If a new prospect’s first impression of your company was a positive interaction with your best employee, what are the chances that prospect would become a customer?
If a new prospect’s first impression of your company was an informal introduction to you (the business owner) in a casual social setting, what are the chances that prospect would become a customer?
First impressions are important.
My guess is that these two examples would probably lead to the conversion of this prospect to a customer. We want to do business with people we know and trust. In a face-to-face interaction we have an opportunity to teach prospects what we can do for them and tell them stories about how we’ve solved similar challenges.
We teach. We tell stories.
This teaching and telling of stories sells our services because it allows the prospect to get to know us as trusted and competent solution providers. Conversely when we try and do the hard sell we often get rejected because we’re not teaching or telling stories we’re interrupting and immediately asking for something. If you give first, in the form of listening, asking clarifying questions to gain understanding, and then teaching the prospect how they might solve their challenges based on your experience, you are giving first without asking.
You know better than to push a hard sale on someone you just met in a casual setting; that would be obnoxious social behavior. You would ask clarifying questions about their challenges and then teach them about potential solutions. You would have a conversation with them through the telling of stories.
If a new prospect’s first impression of your company was a Google search to try and find print and marketing service providers in your local area, what are the chances that prospect would become a customer?
If a new prospect’s first impression of your company is your current website, what are the chances that prospect would become a customer?
First impressions are important.
Like it or not, comfortable with it or not, more and more of prospect’s first impressions of you are going to be online. When I ask these last two questions of printers, their answer typically starts with “uh oh” because they know they’ve neglected their website and they know they haven’t invested in the search engine optimization (SEO) required to improve their organic search results.
First impressions online are the same as first impressions in a face-to-face meeting. You know how to “converse” with a prospect when you meet them on the golf course or at a local charity function. You listen, you ask clarifying questions, you tell stories, and you teach. Moving online doesn’t change any of this, we are still communicating with the same humans; we’re just using technology to facilitate it. Listen, teach, and tell stories.
Your online presence needs to be as good as your offline presence. Think about your online presence through the perspective of “first impressions” by a new prospect. When they try to find you, can they? When they do find you, does your website start the process of helping them get to know you as a trusted and competent solution provider? Can they read “stories” about the kinds of challenges you’ve solved for other customers? Does your website teach them anything about how they can do their business better?
Where do you start?
You aren’t going to “fix” your online presence overnight. This is a project that will be ongoing. Focus on what’s most important about your online presence.
1. Website Technology: your website has to be in your control, meaning that non-technical people on your team can make content changes to it. Do not custom build a website or be reliant on an outside provider to make changes. Your website cannot be static.
2. Search Engine Optimization: the most important thing about your website is how it helps you get found online via search. Search engine optimization or SEO is the optimization of your online presence so you perform well in Google search. This is absolutely vital to your online success. Don’t think you don’t need to be found online just because your primary go-to-market is a direct sales team to businesses. Everyone needs to be found online.
3. Telling Stories: Too many printers’ websites are all about the printer; equipment list, a complicated thesis on how to submit files to them, press releases about new equipment, etc. Would you ever tell a prospect you meet in a social setting your equipment list? Tell stories online just like you tell stories in a face-to-face interaction. The stories that are relevant to customers are about customer challenges and how you solved them. This is best done through a blog because you can publish easily. If you tell stories and optimize that content for SEO, you have tapped into one of the most important factors Google uses to rank search results; fresh content (every blog post is a new page on your website for Google to index), and SEO optimized content (uses the keywords and phrases you believe prospects will type into Google). You are essentially building up your real estate holdings online.
Your online presence is becoming more and more important. Neglect it at your own risk. A sales representative told me he had a great lead at a growing local company. In preparation for the face-to-face meeting, the lead said he couldn’t find the printer’s website, he couldn’t find the sales representative on LinkedIn, and he didn’t see anything on Twitter. His attitude at the start of the meeting was greatly influenced by the fact that this printer gave him no way of “getting to know who they are” in preparation for the meeting.
You have stories, tell them online. First impressions are important. Know me, like me, trust me and then pay me – the modern sales cycle starts online, you have to invest in your online presence.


__TASK DIRECTIONS__. The answer must consist of every line below that contains the word "title".

__DATA FOR THE TASK__.

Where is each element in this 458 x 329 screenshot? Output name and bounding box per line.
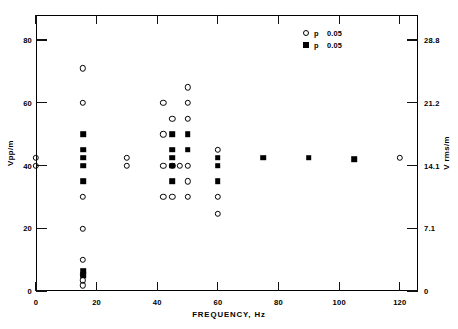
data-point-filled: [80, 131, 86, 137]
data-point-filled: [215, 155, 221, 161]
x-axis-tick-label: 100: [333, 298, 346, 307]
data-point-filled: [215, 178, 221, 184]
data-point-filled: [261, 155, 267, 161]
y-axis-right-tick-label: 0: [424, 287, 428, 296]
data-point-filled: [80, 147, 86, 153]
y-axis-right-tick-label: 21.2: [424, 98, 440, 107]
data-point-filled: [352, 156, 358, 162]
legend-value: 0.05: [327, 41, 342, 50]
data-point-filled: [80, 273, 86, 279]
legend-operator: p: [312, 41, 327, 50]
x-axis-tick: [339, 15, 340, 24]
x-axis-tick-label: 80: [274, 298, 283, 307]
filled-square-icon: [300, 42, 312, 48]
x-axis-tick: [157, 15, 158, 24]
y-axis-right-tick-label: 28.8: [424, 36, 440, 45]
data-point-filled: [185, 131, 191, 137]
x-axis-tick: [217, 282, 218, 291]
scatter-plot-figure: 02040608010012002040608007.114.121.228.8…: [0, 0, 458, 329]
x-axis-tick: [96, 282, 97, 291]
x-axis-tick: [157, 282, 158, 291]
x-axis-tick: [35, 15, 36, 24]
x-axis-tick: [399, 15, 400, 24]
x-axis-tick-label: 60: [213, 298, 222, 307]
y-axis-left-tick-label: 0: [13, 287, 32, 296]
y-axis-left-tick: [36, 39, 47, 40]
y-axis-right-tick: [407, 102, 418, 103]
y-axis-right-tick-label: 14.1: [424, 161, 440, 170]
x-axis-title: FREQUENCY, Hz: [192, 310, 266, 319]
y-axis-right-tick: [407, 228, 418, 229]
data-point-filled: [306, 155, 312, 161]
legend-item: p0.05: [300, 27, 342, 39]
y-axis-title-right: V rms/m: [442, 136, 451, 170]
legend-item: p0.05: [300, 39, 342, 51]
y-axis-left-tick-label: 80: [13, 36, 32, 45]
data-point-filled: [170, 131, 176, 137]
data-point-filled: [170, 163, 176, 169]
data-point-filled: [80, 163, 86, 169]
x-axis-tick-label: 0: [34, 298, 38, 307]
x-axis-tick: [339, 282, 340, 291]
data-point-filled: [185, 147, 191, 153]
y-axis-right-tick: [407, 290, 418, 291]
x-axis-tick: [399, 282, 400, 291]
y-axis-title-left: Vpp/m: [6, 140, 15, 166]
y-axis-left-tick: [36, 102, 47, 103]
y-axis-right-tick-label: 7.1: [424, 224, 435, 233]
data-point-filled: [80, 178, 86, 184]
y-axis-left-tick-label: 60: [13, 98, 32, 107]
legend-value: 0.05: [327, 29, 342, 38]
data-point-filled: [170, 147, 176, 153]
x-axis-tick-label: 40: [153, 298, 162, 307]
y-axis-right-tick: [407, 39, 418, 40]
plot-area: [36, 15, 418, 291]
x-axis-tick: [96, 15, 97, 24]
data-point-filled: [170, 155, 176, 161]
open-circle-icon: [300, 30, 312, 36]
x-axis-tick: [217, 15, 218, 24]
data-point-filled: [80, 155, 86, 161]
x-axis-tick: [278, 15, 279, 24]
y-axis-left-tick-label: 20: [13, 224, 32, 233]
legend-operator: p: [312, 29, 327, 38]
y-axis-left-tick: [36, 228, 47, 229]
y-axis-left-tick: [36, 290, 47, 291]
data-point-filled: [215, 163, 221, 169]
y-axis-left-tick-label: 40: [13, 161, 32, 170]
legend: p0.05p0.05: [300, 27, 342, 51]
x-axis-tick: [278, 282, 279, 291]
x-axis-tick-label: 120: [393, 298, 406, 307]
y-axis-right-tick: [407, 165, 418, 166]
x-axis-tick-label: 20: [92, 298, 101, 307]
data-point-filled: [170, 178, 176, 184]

__SOLUTION BELOW__.
x-axis-title: FREQUENCY, Hz: [192, 310, 266, 319]
y-axis-title-right: V rms/m: [442, 136, 451, 170]
y-axis-title-left: Vpp/m: [6, 140, 15, 166]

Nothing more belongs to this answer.